From Project Flânerie · Back Room Strategies
Haishoku
A daily camera-based color game. Three colors a day, drawn from a hundred years of color theory. Find them in the world.
hai·sho·ku
Haishoku
配色 · hai-SHO-koo · noun, Japanese.
- Color combination; color arrangement.
- The first word of Sanzo Wada’s 1933 Haishoku Soukan, a six-volume study of how colors meet.
Wada (1883–1967) was a painter, costume designer (Oscar-winning, in 1955), and color theorist working in early-Showa-era Tokyo; he documented hundreds of color combinations he found in the world around him. A century later, a curated subset of his work is in the public domain, and the rest of color theory has caught up around it: Itten’s seven contrasts, Albers’ interaction, Le Corbusier’s architectural polychromy, Munsell’s ordering by hue, value, and chroma. Haishoku starts there.
Three colors a day.
Each morning a new triad arrives. Open the app, see the day’s three colors, and head out. No timer, no streak penalty for missing a day.
Find them with your camera.
Point the phone at the world. The reticle warms toward the target as the color you’re seeing approaches it; once you’re close enough for half a second, the match commits. No photos are saved or uploaded.
A small ritual that comes home.
Each match is a moment. Three matches close the day with a settled chord — softer or fuller depending on how you did. The progression repeats tomorrow, in new colors.
How it works
The day arrives.
Three colors fade in on a paper-and-ink home screen. A chord plays — D minor resolving into G major — and the day opens.
You go look.
Tap a color and walk. Sample what you see. The reticle warms, the ring fills, a soft pluck commits the match.
The day closes.
All three found, the day’s chord settles. Tomorrow, new colors. The same ritual.
color vision
On first launch, Haishoku asks how you see color — standard, protanopia, deuteranopia, or tritanopia. The daily palette is filtered to triads that remain distinguishable in your perceived color space, simulated through the same matrices a vision researcher would use. About one in twelve people see color differently than the average; the app doesn’t pretend they don’t.
haishoku+
A modest subscription, for the dedicated. Removes the banner ads. Opens an archive of this month’s past colors — and lets you play the days you missed, or replay one to sharpen your match. Adds a calm stats overview — days played, current and longest streak, tier distribution, average ΔE — shown as data points, not goals to chase. Your subscription is tied to your Google account through Project Flânerie, so it (and your match history) follows you across any device you sign in on. The free tier stays complete on its own; anything free today stays free.
$3.99 a month, or $34.99 a year.
How it stays quiet
- camera frames never leave your device — the camera samples color in real time and discards every frame
- no account required to play the daily game. Haishoku+ subscribers sign in with Google so their subscription and match history follow them across devices via Project Flânerie
- free tier carries non-personalized banner ads from Google AdMob; Haishoku+ removes them. no analytics SDK in the app beyond what AdMob and Play Billing require
- no leaderboards, no time pressure, no streak chasing. there is a quiet streak count inside the Haishoku+ stats screen, but the app never pushes it at you
- one optional notification a day, off by default
Now on Google Play and the App Store
Free on Android and iOS, with light ads. Haishoku+ removes them, lets you play past days from the archive, adds a quiet stats overview, and ties your subscription to your account so it follows you across devices — on top of a complete free tier.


▶ Exercise goal: Your answer should consist of the lines in the following data that contain "slide".

▶ Provided information:
※ ※ ※
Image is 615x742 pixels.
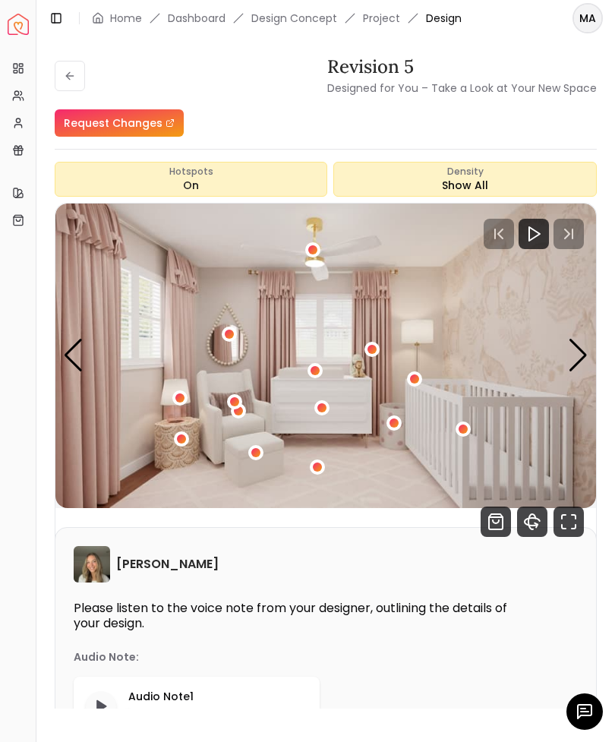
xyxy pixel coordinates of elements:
[74,649,139,665] p: Audio Note:
[525,225,543,243] svg: Play
[447,166,484,178] span: Density
[55,204,596,508] div: Carousel
[327,55,597,79] h3: Revision 5
[128,689,308,704] p: Audio Note 1
[55,162,327,197] button: HotspotsOn
[92,11,462,26] nav: breadcrumb
[55,204,596,508] img: Design Render 1
[110,11,142,26] a: Home
[169,166,213,178] span: Hotspots
[289,706,308,724] div: Mute audio
[568,339,589,372] div: Next slide
[426,11,462,26] span: Design
[86,691,116,722] button: Play audio note
[481,507,511,537] svg: Shop Products from this design
[55,109,184,137] a: Request Changes
[327,81,597,96] small: Designed for You – Take a Look at Your New Space
[55,204,596,508] div: 1 / 4
[574,5,602,32] span: MA
[333,162,597,197] div: Show All
[573,3,603,33] button: MA
[74,601,578,631] p: Please listen to the voice note from your designer, outlining the details of your design.
[8,14,29,35] img: Spacejoy Logo
[74,546,110,583] img: Sarah Nelson
[63,339,84,372] div: Previous slide
[517,507,548,537] svg: 360 View
[116,555,219,573] h6: [PERSON_NAME]
[251,11,337,26] li: Design Concept
[168,11,226,26] a: Dashboard
[363,11,400,26] a: Project
[554,507,584,537] svg: Fullscreen
[241,709,283,721] span: 0:00 / 1:45
[8,14,29,35] a: Spacejoy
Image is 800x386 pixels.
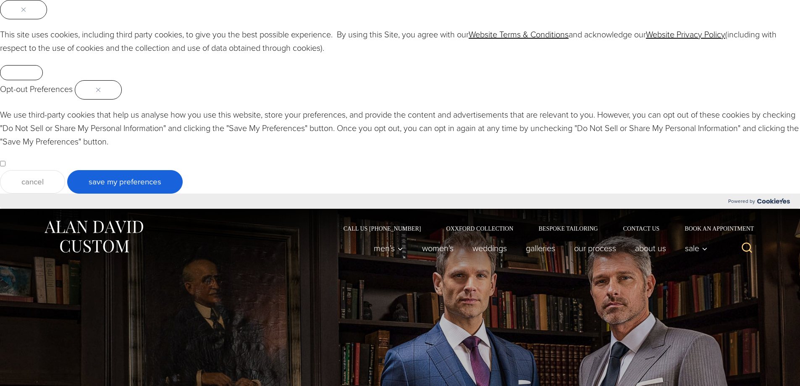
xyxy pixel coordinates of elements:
[646,28,725,41] a: Website Privacy Policy
[412,240,463,257] a: Women’s
[96,88,100,92] img: Close
[611,226,672,231] a: Contact Us
[757,198,790,204] img: Cookieyes logo
[516,240,565,257] a: Galleries
[625,240,675,257] a: About Us
[21,8,26,12] img: Close
[672,226,757,231] a: Book an Appointment
[331,226,434,231] a: Call Us [PHONE_NUMBER]
[469,28,569,41] a: Website Terms & Conditions
[463,240,516,257] a: weddings
[331,226,757,231] nav: Secondary Navigation
[737,238,757,258] button: View Search Form
[433,226,526,231] a: Oxxford Collection
[565,240,625,257] a: Our Process
[526,226,610,231] a: Bespoke Tailoring
[75,80,122,100] button: Close
[364,240,712,257] nav: Primary Navigation
[685,244,708,252] span: Sale
[374,244,403,252] span: Men’s
[43,218,144,255] img: Alan David Custom
[67,170,183,194] button: Save My Preferences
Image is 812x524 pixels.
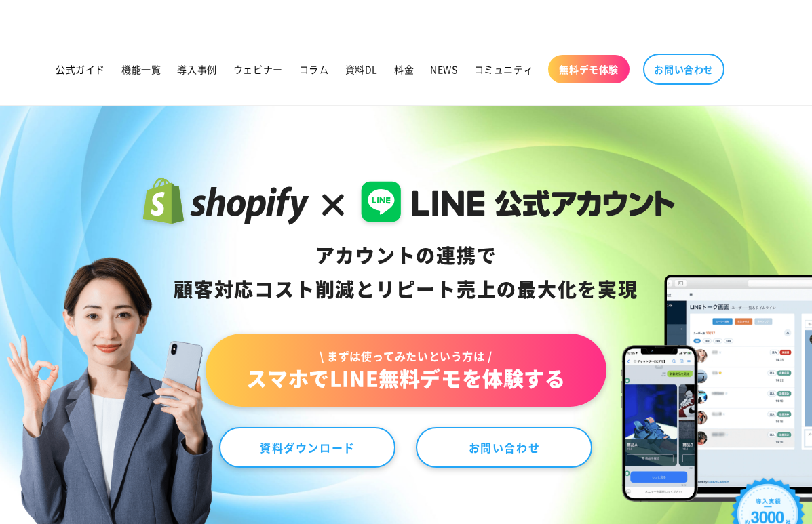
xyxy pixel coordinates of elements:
[56,63,105,75] span: 公式ガイド
[416,427,592,467] a: お問い合わせ
[643,53,725,85] a: お問い合わせ
[337,55,386,83] a: 資料DL
[549,55,629,83] a: 無料デモ体験
[121,63,161,75] span: 機能一覧
[113,55,169,83] a: 機能一覧
[219,427,396,467] a: 資料ダウンロード
[345,63,378,75] span: 資料DL
[394,63,414,75] span: 料金
[386,55,422,83] a: 料金
[430,63,457,75] span: NEWS
[474,63,534,75] span: コミュニティ
[137,239,675,307] div: アカウントの連携で 顧客対応コスト削減と リピート売上の 最大化を実現
[422,55,465,83] a: NEWS
[169,55,225,83] a: 導入事例
[654,63,713,75] span: お問い合わせ
[225,55,291,83] a: ウェビナー
[299,63,329,75] span: コラム
[48,55,113,83] a: 公式ガイド
[291,55,337,83] a: コラム
[177,63,217,75] span: 導入事例
[246,349,566,363] span: \ まずは使ってみたいという方は /
[466,55,542,83] a: コミュニティ
[559,63,619,75] span: 無料デモ体験
[205,333,606,407] a: \ まずは使ってみたいという方は /スマホでLINE無料デモを体験する
[234,63,283,75] span: ウェビナー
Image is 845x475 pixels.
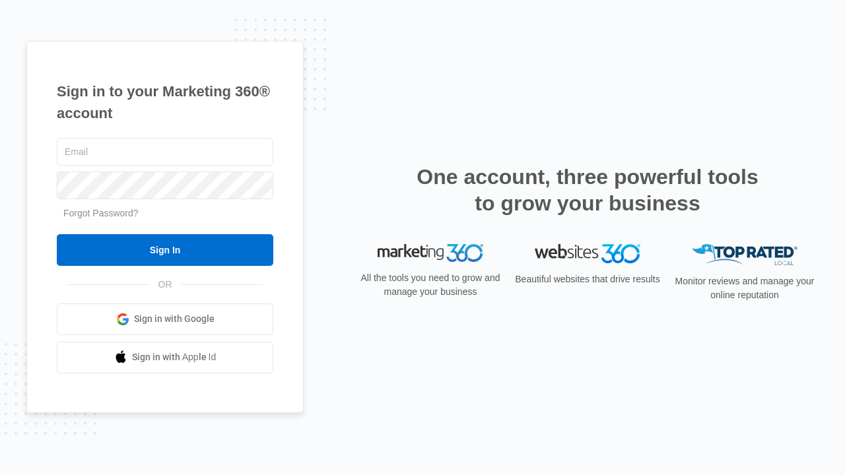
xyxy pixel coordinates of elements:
[514,273,661,286] p: Beautiful websites that drive results
[57,342,273,374] a: Sign in with Apple Id
[671,275,819,302] p: Monitor reviews and manage your online reputation
[134,312,215,326] span: Sign in with Google
[57,81,273,124] h1: Sign in to your Marketing 360® account
[63,208,139,218] a: Forgot Password?
[692,244,797,266] img: Top Rated Local
[149,278,182,292] span: OR
[57,138,273,166] input: Email
[57,234,273,266] input: Sign In
[378,244,483,263] img: Marketing 360
[535,244,640,263] img: Websites 360
[132,351,217,364] span: Sign in with Apple Id
[57,304,273,335] a: Sign in with Google
[413,164,762,217] h2: One account, three powerful tools to grow your business
[356,271,504,299] p: All the tools you need to grow and manage your business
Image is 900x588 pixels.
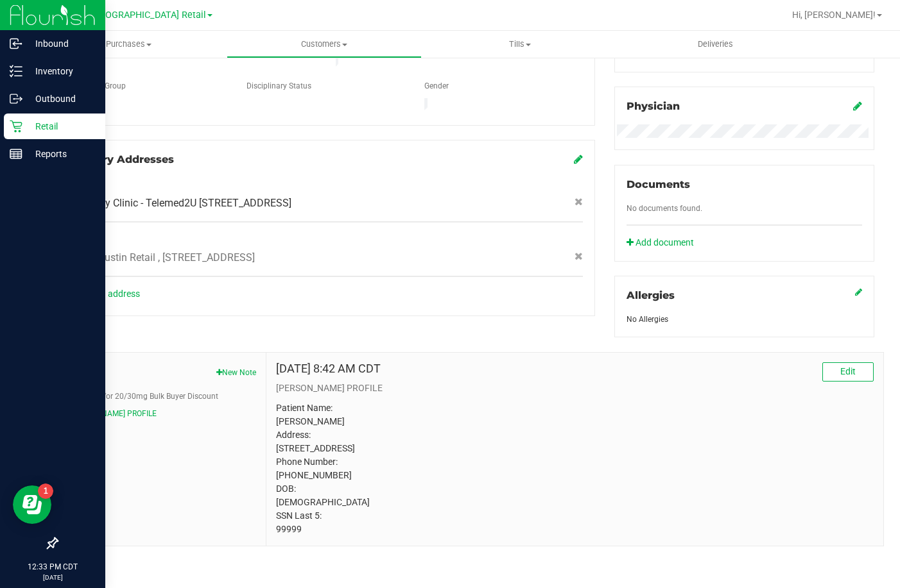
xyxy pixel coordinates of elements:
p: Reports [22,146,99,162]
span: Customers [227,38,422,50]
p: Patient Name: [PERSON_NAME] Address: [STREET_ADDRESS] Phone Number: [PHONE_NUMBER] DOB: [DEMOGRAP... [276,402,873,536]
p: Outbound [22,91,99,106]
button: contacted for 20/30mg Bulk Buyer Discount [67,391,219,402]
iframe: Resource center [13,486,51,524]
span: South Austin Retail , [STREET_ADDRESS] [69,250,255,265]
a: Deliveries [618,31,813,57]
p: [DATE] [6,573,99,582]
span: Edit [840,366,856,377]
span: Allergies [627,289,674,302]
inline-svg: Inbound [10,37,22,50]
a: Tills [422,31,618,57]
button: [PERSON_NAME] PROFILE [67,408,157,419]
inline-svg: Retail [10,120,22,133]
a: Customers [227,31,422,57]
h4: [DATE] 8:42 AM CDT [276,363,381,375]
inline-svg: Reports [10,148,22,160]
span: Tills [422,38,617,50]
span: No documents found. [627,204,702,213]
label: Disciplinary Status [247,80,312,92]
span: Specialty Clinic - Telemed2U [STREET_ADDRESS] [69,196,291,211]
span: Documents [627,178,690,190]
button: Edit [822,363,873,382]
p: [PERSON_NAME] PROFILE [276,382,873,396]
inline-svg: Outbound [10,92,22,105]
span: Notes [67,363,256,378]
button: New Note [216,367,256,379]
span: Hi, [PERSON_NAME]! [792,10,875,20]
span: Delivery Addresses [69,153,174,165]
span: Deliveries [681,38,750,50]
inline-svg: Inventory [10,65,22,78]
label: Gender [424,80,449,92]
span: TX South-[GEOGRAPHIC_DATA] Retail [50,10,206,20]
span: Physician [627,100,680,112]
div: No Allergies [627,314,862,326]
iframe: Resource center unread badge [38,484,53,499]
p: Inbound [22,36,99,51]
span: Purchases [32,38,226,50]
p: 12:33 PM CDT [6,561,99,573]
a: Purchases [31,31,227,57]
a: Add document [627,236,700,250]
p: Retail [22,119,99,134]
p: Inventory [22,64,99,79]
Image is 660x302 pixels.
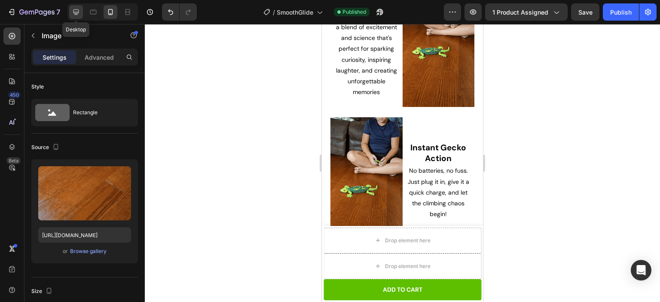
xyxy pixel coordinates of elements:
[70,247,107,255] div: Browse gallery
[603,3,639,21] button: Publish
[42,30,115,41] p: Image
[485,3,567,21] button: 1 product assigned
[43,53,67,62] p: Settings
[273,8,275,17] span: /
[85,53,114,62] p: Advanced
[88,118,144,140] span: Instant Gecko Action
[322,24,483,302] iframe: Design area
[9,93,81,221] img: gempages_576586764982944330-b74c216b-2df8-417f-b59d-a65b49ff8615.webp
[38,227,131,243] input: https://example.com/image.jpg
[571,3,599,21] button: Save
[6,157,21,164] div: Beta
[342,8,366,16] span: Published
[631,260,651,280] div: Open Intercom Messenger
[578,9,592,16] span: Save
[492,8,548,17] span: 1 product assigned
[70,247,107,256] button: Browse gallery
[31,142,61,153] div: Source
[31,286,54,297] div: Size
[277,8,313,17] span: SmoothGlide
[610,8,631,17] div: Publish
[162,3,197,21] div: Undo/Redo
[63,246,68,256] span: or
[8,91,21,98] div: 450
[86,143,147,194] span: No batteries, no fuss. Just plug it in, give it a quick charge, and let the climbing chaos begin!
[38,166,131,220] img: preview-image
[3,3,64,21] button: 7
[73,103,125,122] div: Rectangle
[31,83,44,91] div: Style
[56,7,60,17] p: 7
※ ※ ※
▶ Response to the task:
[568,339,589,372] div: Next slide
[63,339,84,372] div: Previous slide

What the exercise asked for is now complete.